Not only did they not know it could not go negative. They also had very low margin requirements on CL at the time. While Jacking ES to stupid levels.
It's much too soon, I rarely notice much volatility in the months leading to election. Election week and date, sure. I assume they've run the models and it's not just based on "common sense".
Cant blame CME, IB are the ones who claim they extra conservative when it comes to risk and will go well over CME requirements at the drop of a hat. We, myself and other posters, pointed out weeks before the oil price crash that CL margin were so low while ES was so high. We posted this on ET many times. If we could see it why couldnt the risk managers at IB?
What would be smart - to set expectation for everyone that initial margin requirements will be raised once volatility actually spikes certain % and relax as it goes gown certain %. That would warn people and makes perfect sense to do to prevent excessive gambling when things move unusually fast.

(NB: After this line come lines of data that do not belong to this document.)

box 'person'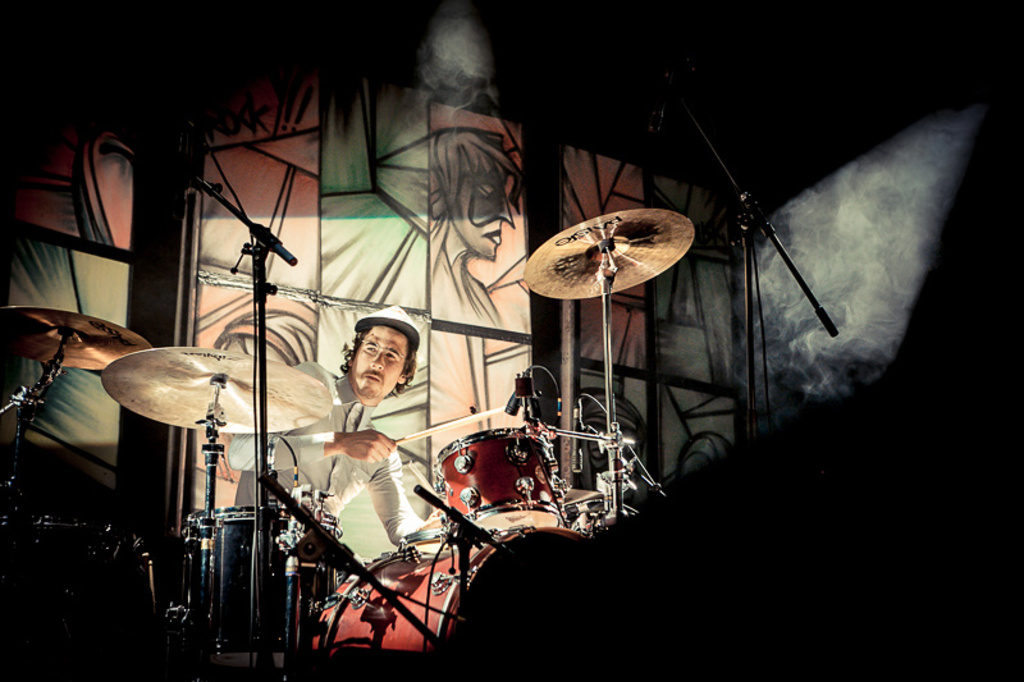
(left=229, top=310, right=424, bottom=546)
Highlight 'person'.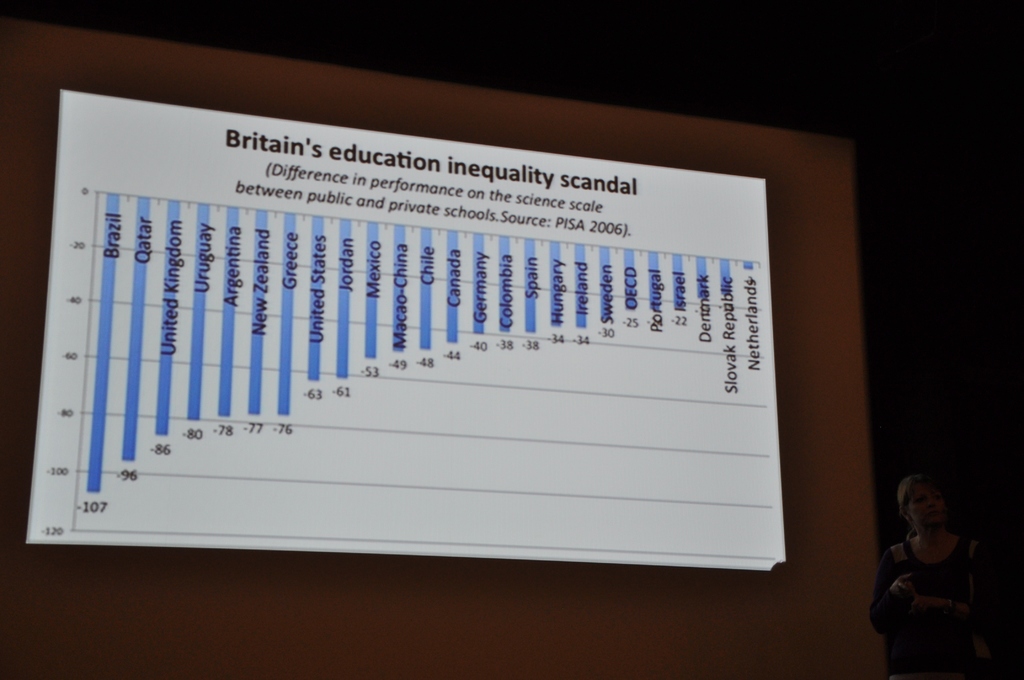
Highlighted region: 874,469,1006,677.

Election or not election no body know where volatility will be. The best predictor of future volatility is current one and it it has stayed relatively low. Val
Yeah, we can blame the CME. https://www.elitetrader.com/et/thre...urn-negative-again.344721/page-3#post-5150116 https://www.elitetrader.com/et/thre...hange-and-contract.343551/page-5#post-5075943 https://www.elitetrader.com/et/thre...trading-wti-crude.343661/page-17#post-5094578 The CME didn't allow enough time for the internal programmers at FCMs to adapt all of their systems to negative pricing before the skullduggery went on. It had nothing to do with margins in my view.